By Ray Bennett
LONDON – Charlton Heston, who was born on this day in 1923, was as stiff in person as he invariably was onscreen. He had not yet become a shill for the National Rifle Association when we spoke but I knew he had veered from his early liberal views to support right-wing Republicans. He took himself very seriously in both acting and political activism so I asked him if he would ever run for office.
‘I certainly take advantage of the forum my public indentity allows me,’ he said. ‘In this country, we’re allowed to do that and I thank God for it. I have resisted people who have asked me to run for the Senate and that is a final decision now. I think I just like acting better. I can make my voice heard fairly effectively. I spoke of the public forum I have access to; more than most of my fellow citizens. I seriously considered running for office. I was pulled and tugged and urged to but I would rather play a senator than be one.’
I spoke to him in 1985 on the set of the ‘Dynasty’ spin-off series ‘The Colbys’ where he played billionaire Jason Colby with a cast that included Tracy Scoggins, Barbara Stanwyck, Stephanie Beacham and John James (top photo). I was happier meeting the legendary Stanwyck briefly but I was there to speak to Heston. He had won the Oscar as best actor for ‘Ben-Hur’ and appeared in many fine pictures including the ‘Three Musketeers’ films in which director Richard Lester managed to get him to have fun as Cardinal Richelieu (pictured below)..

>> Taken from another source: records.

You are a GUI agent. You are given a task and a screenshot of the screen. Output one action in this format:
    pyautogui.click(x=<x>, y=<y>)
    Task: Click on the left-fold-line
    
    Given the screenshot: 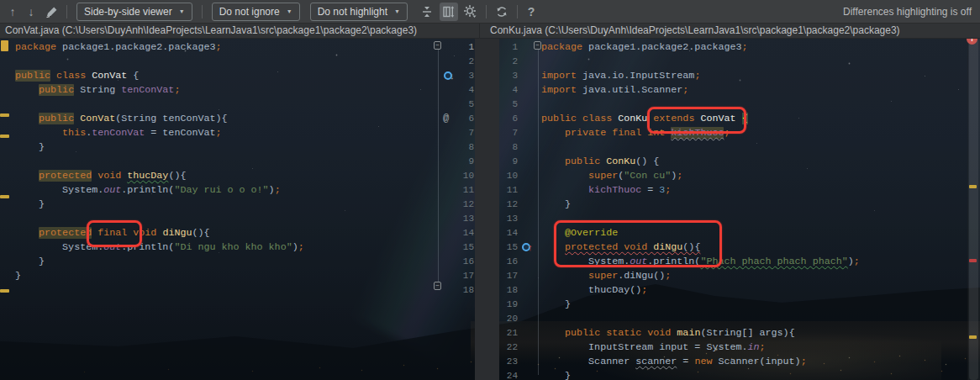 What is the action you would take?
    pyautogui.click(x=439, y=166)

Seated casually just off the soundstage, I asked him why television, why now? ‘I think the thing that draws an actor to almost any project is a good part,’ he replied sonorously. ‘Jason Colby is a very rich man and as with many of my characters, both the biographical and the fictional, he is an authority figure. I’ve played kings and cardinals, quarterbacks and cops, presidents and whatnot. I think the easiest way to sum him up is a line I got from Sam Peckinpah when I worked with him on “Major Dundee”. Sam said his grandfather used to say he liked to go through his own front door every night justified. That’s a good summary of the part.’
He went on, ‘I’ve played a lot of men of achievement. I’ve played genuinely great men, extraordinary men, historical figures. Each is different from the others … Michelangelo from Andrew Jackson, Thomas Jefferson from Mark Anthony or Henry VIII. But I think they have two things in common and this is true of Jason Colby. They all have extraordinary energy and the capacity to focus on a single goal.’
I asked which of his many film directors he enjoyed working with the most: ‘Well, enjoyment is the wrong word,’ he said. ‘I don’t rate a director by how I much I enjoyed working with him. In fact, if it’s fun for you, you probably aren’t gonna get a good picture. The only exception I would to that would be Orson Welles (‘Touch of Evil’, above) who is of course beyond question a remarkable director. He was able to make it fun but that’s the only exception. Making a picture for William Wyler (‘Ben-Hur’) was not fun, I’ll tell you that. He was a relentless craftsman and one of those men we were talking about with inordinate energy and the capacity to focus it.’
I had met Charlton Heston once before in the mid-Seventies when he was with a bunch of other celebrities at the Hiram-Walker distillery in Walkerville, Windsor, in connection with a charity tennis tournament across the river in Detroit, Michigan.
Guests were on the lawn outside the Hiram-Walker Reception Centre when Heston looked up at some flagpoles and saw the Soviet Union’s hammer-and-sickle flying next to Canada’s maple leaf.
Immediately, he began fuming and made it clear loudly that he did not want anything to do with some damned communist flag. Hiram-Walker’s smooth and capable P.R. man, my friend Al Milne, reminded the star gently but firmly that he was not in the United States and Canada did business with the Soviets. Heston growled, ‘I hope the stars and stripes are flying too’ and Al assured him Old Glory was elsewhere on the grounds.